Der beste Film aller Zeiten / Official Competition

Directors: Mariano Cohn, Gastón Duprat (Spain, Argentina). Year of Release: 2022

Humberto Suárez is looking at the presents that he’s been sent for his 80th birthday. There’s something missing – maybe in the presents, maybe in his life. He’s now getting on a bit, and despite the vast wealth he’s made from pharmaceuticals, he doesn’t know whether anyone will really remember him after he’s gone. He considers getting to build a bridge named after him, but then he hits on a much cheaper idea. He’s going to produce a hit film.

Suárez buys the rights to a Nobel Prize winning novel that he’s never read, and commissions Palme D’Or winning director Lola Cuevas. Cuevas tells him that the book, called “Rivalry” is about a pair of estranged rival brothers but the film she will make will be only very loosely based on this story. To fill the leading parts she finds Félix Rivero, an ageing lothario, who earns millions by taking up any old dross that Hollywood throws his way, and Ivan Torres, a serious stage Ac-tor.

The good news is that Cuevas is played by Penélope Cruz, Rivero by Antonio Banderas and Torres by Oscar Martínez. Each of them sends up their own reputation. Antonio, sorry Félix, is more in it for the money and women than any artistic integrity, whereas Ivan, sorry Oscar, is a bit of a snob. Cuevas (quite possibly deliberately) rubs him up the wrong way by repeatedly asking him to repeat his opening line, and giving him abstract and meaningless directions.

Rivero and Torres also share a certain mutual ill feeling which seems to be a mix of hatred and envy. Despite his penchant for action roles, Félix has won more critical acclaim and awards than his rival. While he spends most of his time in sports cars with women half his age, we see Ivan earnestly explaining the theory of acting to his students then returning home with his long-term wife. We’re not entirely sure that this is the life he planned.

While Félix revels in his success, Ivan is much more guarded. Félix relies on spontaneity and doesn’t want to rehearse too much in case this gets lost. Ivan, on the other hand, is methodical and thoughtful. When Lola asks him to cry in rehearsals he refuses to weep on demand, assuring her that he’ll deliver when he has to and not before.

And yet for all Ivan’s claim to belong to some sort of Bohemian anti-Hollywood counter-culture, he is just as vain as Félix. At one stage, he declares: “I don’t want to be the token Latino that puts a bit of colour into an industry for numbskulls.” In pretty much the next scene, we see him rehearsing a speech in which he ostentatiously rejects an Oscar.

Meanwhile, Lola – head covered in a wild bird’s nest of red hair – does her best to provoke both actors using a number of stunts including having them perform with a massive boulder hanging precariously from a crane above their heads. Later she asks them to bring in the awards that they’ve won and throws them into a metal crusher. We’re never really sure whether she’s a genius or a fraud, but her antics do seem to have some positive effect on her charges’ acting.

Der beste Film aller Zeiten is well acted, and who wouldn’t want to watch Cruz, Banderas and Martínez hamming it up and playing for laughs? But here’s the problem. Who really needs a satire about needy, overprivileged actors and directors? This question isn’t entirely rhetorical. A number of people are very interested in this sort of thing, and you can find a disproportionate number among film critics. For most of us, though, are art house film people really that important?

The film manages to be both too hard – lampooning people about whom most of us don’t care too much either way, and too soft – all the actors are obviously in on the joke, which means that the film lacks the savagery needed for the most effective satire. We can’t really hate the characters, because it’s good old Penélope, Antonio and Oscar, and we like them really, don’t we?

We’re left with a film which is asking us to laugh at film making, with all the self-indulgence that this entails. It is trying to have it both ways, and only partly succeeds. By the end, it’s all a bit predictable, and only really has one joke. We start by learning the plot of Rivalry, which the film closely follows. This limits the dramatic tension, especially as everything is flappy and overlong.

And yet all the performances are given with such a sense of vigour that it just about gets away with it. There isn’t enough here to make a great film, but we do have quite a bit of fun on the way.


ASSIGNED TASK: Return each line of the records below that contains the word "musee".

(Dataset records on visual material)

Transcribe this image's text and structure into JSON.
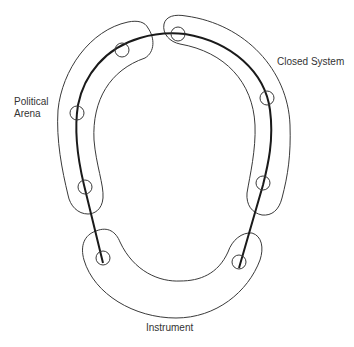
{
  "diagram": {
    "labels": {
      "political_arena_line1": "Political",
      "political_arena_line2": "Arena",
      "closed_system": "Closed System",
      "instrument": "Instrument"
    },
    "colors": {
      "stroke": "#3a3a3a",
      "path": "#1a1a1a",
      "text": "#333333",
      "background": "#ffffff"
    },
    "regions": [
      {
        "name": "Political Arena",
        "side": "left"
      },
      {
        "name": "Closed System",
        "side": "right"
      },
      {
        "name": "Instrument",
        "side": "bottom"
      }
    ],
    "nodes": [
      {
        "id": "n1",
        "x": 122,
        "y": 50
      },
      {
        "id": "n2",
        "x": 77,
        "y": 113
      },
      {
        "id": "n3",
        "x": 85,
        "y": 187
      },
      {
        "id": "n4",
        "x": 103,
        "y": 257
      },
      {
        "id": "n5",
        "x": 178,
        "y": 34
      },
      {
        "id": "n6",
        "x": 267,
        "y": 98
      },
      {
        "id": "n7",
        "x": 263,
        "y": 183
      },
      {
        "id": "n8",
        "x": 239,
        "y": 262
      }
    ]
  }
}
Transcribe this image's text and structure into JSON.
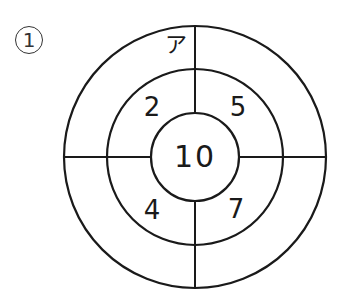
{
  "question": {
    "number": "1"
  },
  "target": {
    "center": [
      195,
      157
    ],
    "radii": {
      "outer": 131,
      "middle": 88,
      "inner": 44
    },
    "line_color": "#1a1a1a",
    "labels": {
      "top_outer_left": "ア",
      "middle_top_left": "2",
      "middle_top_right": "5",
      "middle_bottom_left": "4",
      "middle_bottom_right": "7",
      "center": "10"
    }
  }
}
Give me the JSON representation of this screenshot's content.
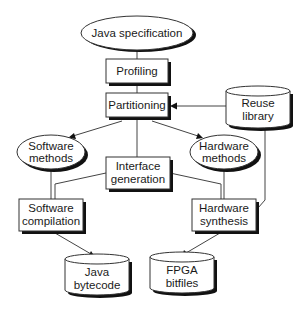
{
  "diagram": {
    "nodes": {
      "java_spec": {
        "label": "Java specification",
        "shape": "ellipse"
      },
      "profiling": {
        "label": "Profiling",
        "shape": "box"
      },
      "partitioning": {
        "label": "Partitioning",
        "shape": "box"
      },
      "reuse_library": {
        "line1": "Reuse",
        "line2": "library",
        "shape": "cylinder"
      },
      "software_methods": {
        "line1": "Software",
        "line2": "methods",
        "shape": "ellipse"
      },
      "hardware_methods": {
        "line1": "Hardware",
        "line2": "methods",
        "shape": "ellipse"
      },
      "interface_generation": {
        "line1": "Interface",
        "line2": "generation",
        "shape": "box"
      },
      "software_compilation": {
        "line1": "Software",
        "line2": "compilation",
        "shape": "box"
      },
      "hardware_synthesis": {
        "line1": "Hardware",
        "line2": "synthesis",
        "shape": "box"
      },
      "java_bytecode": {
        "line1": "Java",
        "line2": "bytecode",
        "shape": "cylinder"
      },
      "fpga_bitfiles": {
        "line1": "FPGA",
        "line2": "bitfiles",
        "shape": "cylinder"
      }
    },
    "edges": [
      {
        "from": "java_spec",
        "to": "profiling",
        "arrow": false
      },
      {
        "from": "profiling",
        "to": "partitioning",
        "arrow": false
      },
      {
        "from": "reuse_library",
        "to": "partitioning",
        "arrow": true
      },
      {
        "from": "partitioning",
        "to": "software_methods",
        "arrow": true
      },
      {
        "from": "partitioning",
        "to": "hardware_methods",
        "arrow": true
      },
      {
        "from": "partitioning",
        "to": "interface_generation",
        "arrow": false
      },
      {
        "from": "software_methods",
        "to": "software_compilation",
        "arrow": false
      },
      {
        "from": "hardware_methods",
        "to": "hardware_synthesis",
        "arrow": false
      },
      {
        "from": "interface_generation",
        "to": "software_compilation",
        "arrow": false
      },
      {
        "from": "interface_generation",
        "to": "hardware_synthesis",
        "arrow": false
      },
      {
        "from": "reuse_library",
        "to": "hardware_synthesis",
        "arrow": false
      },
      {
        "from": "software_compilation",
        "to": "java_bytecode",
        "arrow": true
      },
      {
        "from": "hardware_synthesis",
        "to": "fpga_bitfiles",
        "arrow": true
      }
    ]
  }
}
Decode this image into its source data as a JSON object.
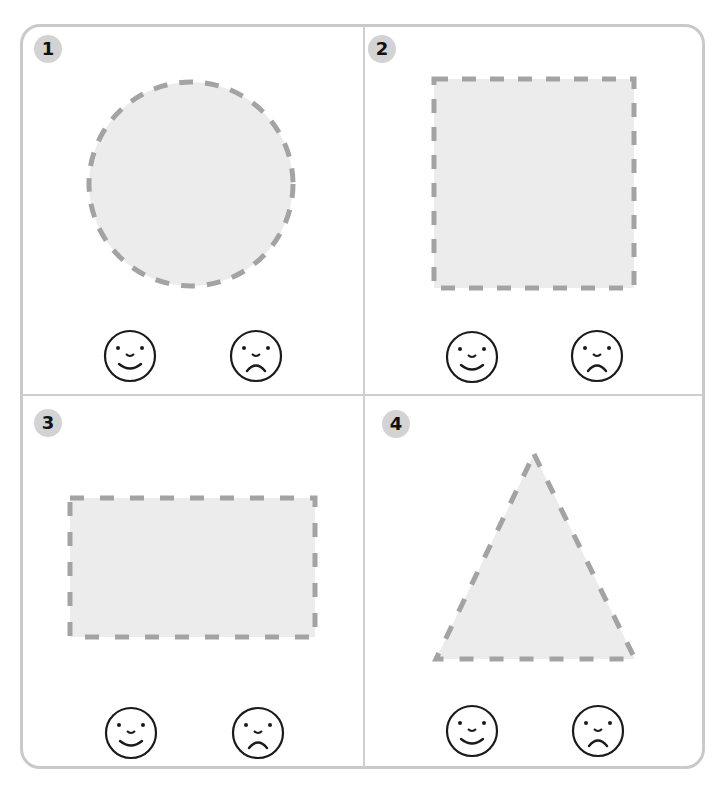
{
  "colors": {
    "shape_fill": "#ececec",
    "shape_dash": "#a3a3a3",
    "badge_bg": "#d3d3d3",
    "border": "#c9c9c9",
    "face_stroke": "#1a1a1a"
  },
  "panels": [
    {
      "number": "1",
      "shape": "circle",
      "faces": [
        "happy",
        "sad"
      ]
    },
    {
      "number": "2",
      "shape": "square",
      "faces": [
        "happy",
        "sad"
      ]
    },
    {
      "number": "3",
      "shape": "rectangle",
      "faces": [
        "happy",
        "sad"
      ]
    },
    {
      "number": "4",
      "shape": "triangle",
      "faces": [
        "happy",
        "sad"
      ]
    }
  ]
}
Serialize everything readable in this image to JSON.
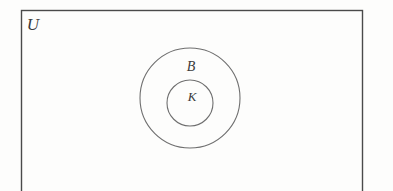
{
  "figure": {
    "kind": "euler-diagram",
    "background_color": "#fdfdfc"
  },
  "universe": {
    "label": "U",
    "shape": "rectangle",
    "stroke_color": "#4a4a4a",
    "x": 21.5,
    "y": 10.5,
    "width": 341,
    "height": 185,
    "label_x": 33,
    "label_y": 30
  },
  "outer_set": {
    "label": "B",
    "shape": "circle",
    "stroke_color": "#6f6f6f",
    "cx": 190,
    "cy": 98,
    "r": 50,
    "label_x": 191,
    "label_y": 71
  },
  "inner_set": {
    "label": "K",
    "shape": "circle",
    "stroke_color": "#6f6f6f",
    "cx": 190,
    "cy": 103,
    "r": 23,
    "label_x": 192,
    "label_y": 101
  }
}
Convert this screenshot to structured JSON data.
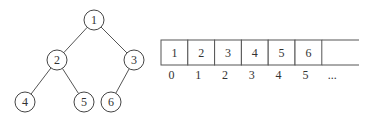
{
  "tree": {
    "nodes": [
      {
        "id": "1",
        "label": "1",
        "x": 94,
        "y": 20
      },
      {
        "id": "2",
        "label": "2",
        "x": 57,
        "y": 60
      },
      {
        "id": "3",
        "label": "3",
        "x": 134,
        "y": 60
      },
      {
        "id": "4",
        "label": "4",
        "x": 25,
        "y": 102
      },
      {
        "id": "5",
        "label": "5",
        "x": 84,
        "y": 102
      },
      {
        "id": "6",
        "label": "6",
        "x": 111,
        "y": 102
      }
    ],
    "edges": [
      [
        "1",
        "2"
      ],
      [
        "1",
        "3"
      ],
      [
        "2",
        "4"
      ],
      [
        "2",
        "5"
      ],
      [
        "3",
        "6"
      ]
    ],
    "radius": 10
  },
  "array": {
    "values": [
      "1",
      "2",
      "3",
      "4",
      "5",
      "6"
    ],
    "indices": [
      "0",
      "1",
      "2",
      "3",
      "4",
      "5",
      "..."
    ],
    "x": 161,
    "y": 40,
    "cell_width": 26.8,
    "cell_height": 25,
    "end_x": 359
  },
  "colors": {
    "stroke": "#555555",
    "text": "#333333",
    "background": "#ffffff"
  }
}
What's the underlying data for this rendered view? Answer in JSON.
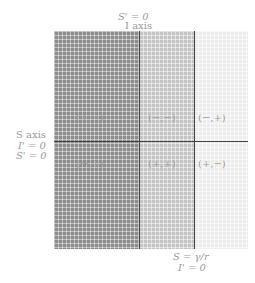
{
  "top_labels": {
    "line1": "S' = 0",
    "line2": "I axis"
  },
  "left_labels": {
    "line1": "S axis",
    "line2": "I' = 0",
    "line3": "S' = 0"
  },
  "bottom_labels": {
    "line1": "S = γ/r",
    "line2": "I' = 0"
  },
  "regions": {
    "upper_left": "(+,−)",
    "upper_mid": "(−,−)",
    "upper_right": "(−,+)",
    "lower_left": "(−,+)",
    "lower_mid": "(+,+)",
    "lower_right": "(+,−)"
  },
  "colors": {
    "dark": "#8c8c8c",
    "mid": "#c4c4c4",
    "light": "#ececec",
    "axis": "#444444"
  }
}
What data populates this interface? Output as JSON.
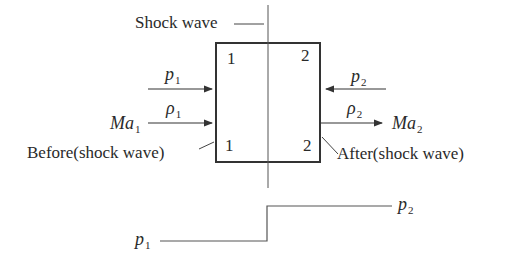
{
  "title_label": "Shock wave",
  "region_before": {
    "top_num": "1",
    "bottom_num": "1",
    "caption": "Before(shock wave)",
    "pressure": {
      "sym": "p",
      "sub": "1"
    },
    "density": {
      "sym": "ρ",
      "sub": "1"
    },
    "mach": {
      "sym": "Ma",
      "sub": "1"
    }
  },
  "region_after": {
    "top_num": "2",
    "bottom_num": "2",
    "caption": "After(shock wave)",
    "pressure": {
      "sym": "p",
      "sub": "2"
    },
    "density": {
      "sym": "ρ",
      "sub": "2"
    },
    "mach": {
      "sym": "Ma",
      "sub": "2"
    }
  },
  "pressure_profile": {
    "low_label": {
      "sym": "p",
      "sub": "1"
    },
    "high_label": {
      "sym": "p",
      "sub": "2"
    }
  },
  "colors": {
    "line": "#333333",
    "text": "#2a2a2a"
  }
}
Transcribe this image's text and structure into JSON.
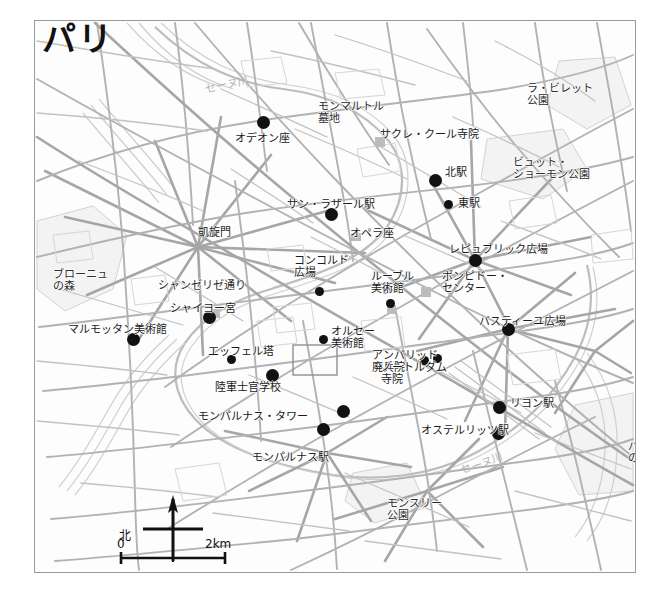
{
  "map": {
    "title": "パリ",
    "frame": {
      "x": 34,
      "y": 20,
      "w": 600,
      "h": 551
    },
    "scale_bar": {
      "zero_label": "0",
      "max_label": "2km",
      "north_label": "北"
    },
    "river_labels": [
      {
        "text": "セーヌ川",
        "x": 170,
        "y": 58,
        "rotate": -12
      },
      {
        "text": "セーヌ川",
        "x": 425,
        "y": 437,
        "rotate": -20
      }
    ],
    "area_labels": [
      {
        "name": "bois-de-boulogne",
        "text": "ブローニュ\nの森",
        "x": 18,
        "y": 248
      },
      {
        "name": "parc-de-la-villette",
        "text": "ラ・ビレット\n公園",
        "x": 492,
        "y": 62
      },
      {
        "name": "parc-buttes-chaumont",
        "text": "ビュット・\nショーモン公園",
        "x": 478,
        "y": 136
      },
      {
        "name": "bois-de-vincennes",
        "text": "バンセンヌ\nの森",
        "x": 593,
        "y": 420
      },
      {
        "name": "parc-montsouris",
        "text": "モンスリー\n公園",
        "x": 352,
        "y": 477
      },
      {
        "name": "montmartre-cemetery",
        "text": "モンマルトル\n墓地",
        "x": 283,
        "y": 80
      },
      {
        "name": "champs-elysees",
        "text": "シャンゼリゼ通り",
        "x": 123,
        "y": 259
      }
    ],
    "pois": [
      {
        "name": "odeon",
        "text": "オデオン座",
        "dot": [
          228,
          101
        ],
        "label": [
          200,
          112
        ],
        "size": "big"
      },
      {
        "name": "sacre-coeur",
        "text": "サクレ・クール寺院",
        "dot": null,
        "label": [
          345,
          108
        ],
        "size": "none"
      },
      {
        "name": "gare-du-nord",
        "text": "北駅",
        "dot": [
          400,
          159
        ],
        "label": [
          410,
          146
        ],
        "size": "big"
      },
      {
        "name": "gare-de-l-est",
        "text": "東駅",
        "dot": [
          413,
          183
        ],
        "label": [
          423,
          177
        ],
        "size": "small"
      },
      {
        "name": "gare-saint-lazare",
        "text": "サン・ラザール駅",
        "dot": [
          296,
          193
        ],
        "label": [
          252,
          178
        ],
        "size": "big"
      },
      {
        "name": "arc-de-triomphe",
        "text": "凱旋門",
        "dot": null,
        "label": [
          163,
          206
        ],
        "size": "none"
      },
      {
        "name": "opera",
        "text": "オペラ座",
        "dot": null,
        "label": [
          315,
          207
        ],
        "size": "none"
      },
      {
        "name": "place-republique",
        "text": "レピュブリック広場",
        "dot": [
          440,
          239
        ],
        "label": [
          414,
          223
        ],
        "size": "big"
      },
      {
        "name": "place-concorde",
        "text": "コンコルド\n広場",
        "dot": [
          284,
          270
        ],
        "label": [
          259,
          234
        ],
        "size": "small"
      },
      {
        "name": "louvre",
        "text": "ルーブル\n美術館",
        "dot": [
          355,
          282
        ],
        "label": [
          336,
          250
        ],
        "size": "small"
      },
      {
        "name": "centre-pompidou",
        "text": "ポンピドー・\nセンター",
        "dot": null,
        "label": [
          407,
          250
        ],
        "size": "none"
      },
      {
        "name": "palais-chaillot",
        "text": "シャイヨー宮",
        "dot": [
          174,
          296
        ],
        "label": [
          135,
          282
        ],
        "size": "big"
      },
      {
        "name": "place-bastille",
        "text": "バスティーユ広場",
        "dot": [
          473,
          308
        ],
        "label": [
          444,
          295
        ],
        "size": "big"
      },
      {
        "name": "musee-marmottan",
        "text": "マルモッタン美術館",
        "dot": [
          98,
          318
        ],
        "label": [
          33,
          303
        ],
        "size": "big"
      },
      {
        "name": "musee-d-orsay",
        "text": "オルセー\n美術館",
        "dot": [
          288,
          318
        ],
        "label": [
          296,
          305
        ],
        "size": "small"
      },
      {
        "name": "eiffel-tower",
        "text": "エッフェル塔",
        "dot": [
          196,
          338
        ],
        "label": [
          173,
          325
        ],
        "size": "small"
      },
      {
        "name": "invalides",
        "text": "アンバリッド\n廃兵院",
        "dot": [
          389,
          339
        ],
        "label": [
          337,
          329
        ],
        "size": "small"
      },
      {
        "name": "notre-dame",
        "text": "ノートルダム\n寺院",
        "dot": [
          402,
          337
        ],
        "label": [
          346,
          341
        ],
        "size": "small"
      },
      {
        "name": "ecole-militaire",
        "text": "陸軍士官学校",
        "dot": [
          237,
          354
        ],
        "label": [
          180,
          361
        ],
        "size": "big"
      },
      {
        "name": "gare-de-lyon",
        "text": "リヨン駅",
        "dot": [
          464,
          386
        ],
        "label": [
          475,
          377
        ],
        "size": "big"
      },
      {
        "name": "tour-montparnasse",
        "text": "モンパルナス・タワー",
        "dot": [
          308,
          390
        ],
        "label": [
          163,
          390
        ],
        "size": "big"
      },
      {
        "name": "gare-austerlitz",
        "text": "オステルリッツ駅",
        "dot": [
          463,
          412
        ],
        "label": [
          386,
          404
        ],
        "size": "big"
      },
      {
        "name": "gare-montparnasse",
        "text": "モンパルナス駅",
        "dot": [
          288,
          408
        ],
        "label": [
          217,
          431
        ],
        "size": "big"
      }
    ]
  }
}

TASK RESPONSE:
        "name": "musee-marmottan",
        "name": "musee-d-orsay",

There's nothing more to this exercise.